Over the years you have strived to make a political ecology option take a more active role in Catalan and Spanish politics. Why has this been so difficult in comparison with other countries such as Germany?

The first attempts to carry this out go back to the early 80s following the example of Die Grünen. But it was not until the 90s that the slump in the traditional communist vote led the old PSUC (historical Catalan communists) – reconverted into IC (Iniciativa per Catalunya) and today controlling CECP (Catalunya en Comú Podem) – to build a coalition with the Catalan Green Party that led to some success at the 1995 elections, when prominent green party members took seats in several major city councils.

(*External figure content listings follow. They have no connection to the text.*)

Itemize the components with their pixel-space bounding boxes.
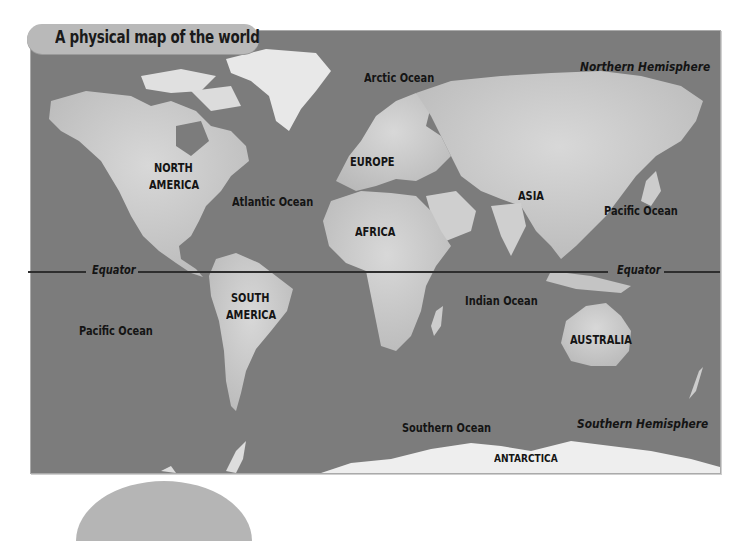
south-america-label-line1: SOUTH [231,291,269,305]
arctic-ocean-label: Arctic Ocean [364,71,434,85]
north-america-label-line1: NORTH [154,161,193,175]
next-section-tab-partial [76,481,252,541]
south-america-label-line2: AMERICA [226,308,276,322]
australia-label: AUSTRALIA [570,333,632,347]
pacific-ocean-west-label: Pacific Ocean [79,324,153,338]
northern-hemisphere-label: Northern Hemisphere [580,60,710,74]
world-map [30,30,721,474]
antarctica-label: ANTARCTICA [494,452,558,466]
equator-label-left: Equator [92,263,136,277]
equator-line-middle-segment [138,271,608,273]
pacific-ocean-east-label: Pacific Ocean [604,204,678,218]
africa-label: AFRICA [355,225,395,239]
southern-ocean-label: Southern Ocean [402,421,491,435]
map-title-tab: A physical map of the world [27,24,259,54]
map-graphic [31,31,720,473]
equator-label-right: Equator [617,263,661,277]
map-title: A physical map of the world [55,27,260,47]
southern-hemisphere-label: Southern Hemisphere [577,417,708,431]
equator-line-left-segment [28,271,86,273]
north-america-label-line2: AMERICA [149,178,199,192]
atlantic-ocean-label: Atlantic Ocean [232,195,313,209]
greenland-shape [226,49,331,131]
asia-label: ASIA [518,189,544,203]
europe-label: EUROPE [350,155,395,169]
south-america-shape [209,253,293,411]
indian-ocean-label: Indian Ocean [465,294,538,308]
equator-line-right-segment [664,271,720,273]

But in 1999 it became evident that this was little more than a cosmetic exercise. It was then that IC, without even warning its coalition partners, suddenly took on the new name ICV (Iniciativa per Catalunya Verds), giving the false impression of being a fully integrated green party. This was not ethical and shows a recurrent pattern in PSUC tactics aimed at eliminating competition rather than cooperating with allies.

You are now a Member of the Catalan Parliament because Josep Rull, ex-minister of the Catalan government and now a political prisoner, had to resign. How do you feel taking his seat?

The sensation is one of great abnormality. Minister Rull is part of the legitimate government of Catalonia that organized the Independence Referendum in 2017. He and the rest of our government were suspended by way of an irregular application of article 155 of the Spanish Constitution, as has been made clear at the sessions of the Catalan Parliament’s Inquiry Commission on the application of Article 155. He was also elected by the citizens of Catalonia as an MP in December 2017 and the joint authoritarian manoeuvring of the Spanish Government, in cahoots with Spain’s politically-orientated Supreme Court, prevented him from taking office. Being an MP in these circumstances makes me feel that I have a great responsibility on my shoulders and a special stimulus to work towards the implementation of a Catalan Republic where the management of energy-production policies is based on pollution-free sustainability and democratic common sense.

What is Spain’s policy on nuclear energy?

There is an age-old opacity enshrining the Spanish nuclear industry, which is the most poisoned legacy left to us by the Franco regime. The Nuclear Security Council (CNS) has limited itself to reporting favourably on the proposal to extend the lifespan of Almaraz’s two nuclear plants in Extremadura, which started up in 1981 and 1983 respectively. Their lifespan was then said to be 25-30 years. The new license will extend it to more than 45 years with the sole aim of enriching its shareholders at the very real risk of future malfunction and accidents.